Over the years, Olberz also had been buying property in the center of La Canada Flintridge, collecting 29 homes and some businesses. His goal was to build a commercial hub that would include Sport Chalet’s headquarters and a flagship store, consolidating the company’s businesses.

In the 1980s, Olberz had proposed a project that won approval but was shelved due to the economic downturn in the early ‘90s.

A $32-million center proposal in the late 1990s went through dozens of public hearings. Some residents considered it an oversized strip mall that didn’t fit the area’s small-town atmosphere. The project won approval at City Hall, but opponents launched a referendum drive and ultimately the approval was overturned.

Advertisement

“It was probably the most significant controversy to befall this community,” senior planner Fred Buss said.
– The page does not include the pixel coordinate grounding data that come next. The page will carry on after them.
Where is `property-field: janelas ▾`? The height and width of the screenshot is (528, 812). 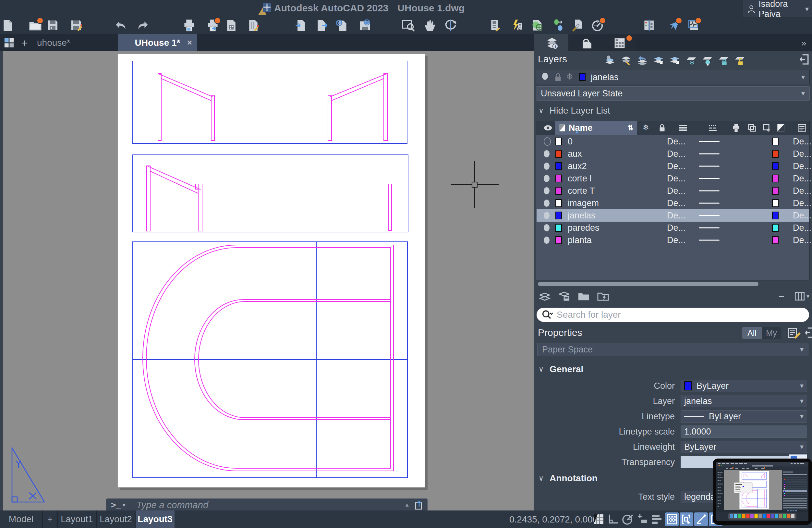
property-field: janelas ▾ is located at coordinates (744, 401).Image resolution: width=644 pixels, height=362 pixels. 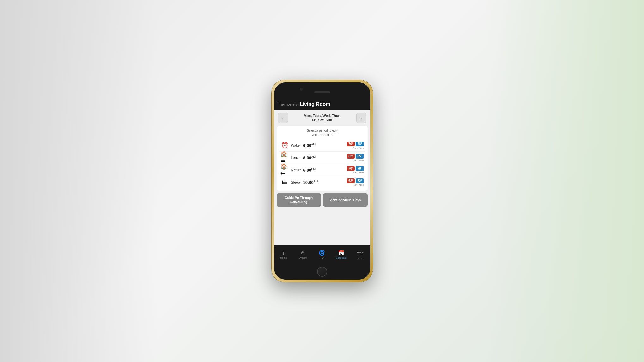 What do you see at coordinates (322, 181) in the screenshot?
I see `phone-device: Thermostats Living Room ‹ Mon, Tues, Wed…` at bounding box center [322, 181].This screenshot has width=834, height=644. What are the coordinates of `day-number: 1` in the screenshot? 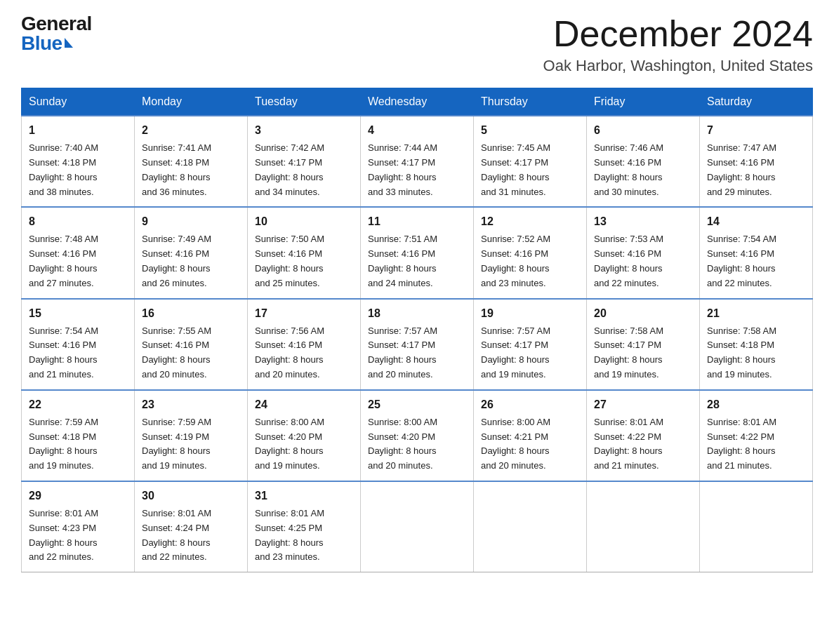 It's located at (78, 130). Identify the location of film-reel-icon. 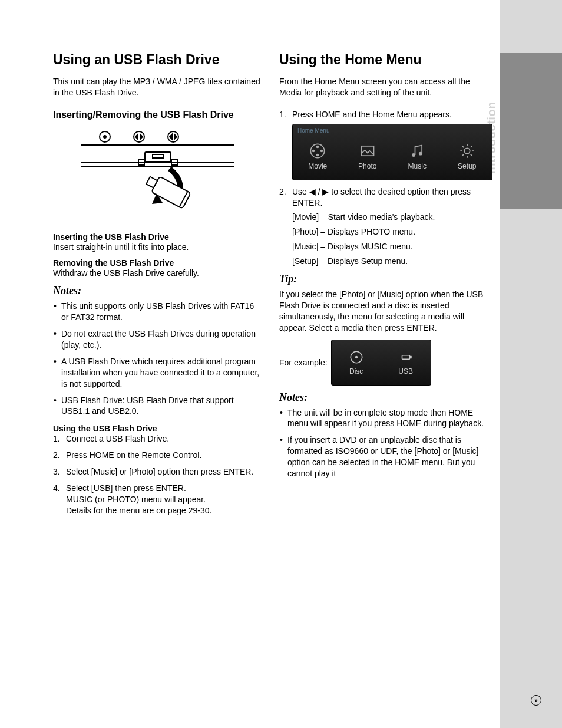
(318, 151).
The city hammered out a new Specific Plan for the downtown area, about 100 acres, Buss said, and the new development approved in 2006 hewed to that plan, for the most part.

“This project came through and was well supported by the community and the council,” Buss said. “It went through in record time.”

Given the wobbly economy, signing up other tenants has been trickier than anticipated.

“It’s a different market than it was 16 months ago,” developer Darren Mattix said. Still, he said, the center is 77% leased. Tenants will include Home Goods, a seafood and steak house, an AT&T; store and a Mexican restaurant.

The development is owned by the Olberzes. Their only child, 45-year-old Eric Olberz, took charge of the project a few years ago. A certified public accountant, he also serves on Sport Chalet’s board.

Although Norbert Olberz is no longer involved in Sport Chalet’s day-to-day operations, he took an important step in helping to direct its future three years ago. A recapitalization plan shifted stock then valued at about $8 million from Olberz to Levra and Chief Financial Officer Howard Kaminsky, in effect transferring voting power to the company’s management.

Advertisement

Olberz said at the time that he wanted Sport Chalet to “exist in good hands, since I’m 80 years old and not active [in the company] anymore.” He and Irene still own the largest stake in the company.

Their lives -- which have included climbing Mt. Whitney, hiking the John Muir Trail and traveling the Sierra with mules and horses -- are different now.

“I talk to Irene and drink coffee and eat and sleep,” Olberz says.

Irene, a former marathon runner who has collected trophies from around the world, keeps busy with her exercise and memoir-writing classes. She zips around town in a Porsche Carerra with GOIRENE on the license plate.

After describing how their lives have played out, the couple, with Levra, walked out of the headquarters and into the sweltering heat. Norbert sat for a moment on a shaded picnic bench. Behind him, noisy bulldozers trampled the rocky dirt that soon would become Olberz Park, part of the new development. It was the sound of his dream coming true.

“I’m happy,” he said, with a sudden smile.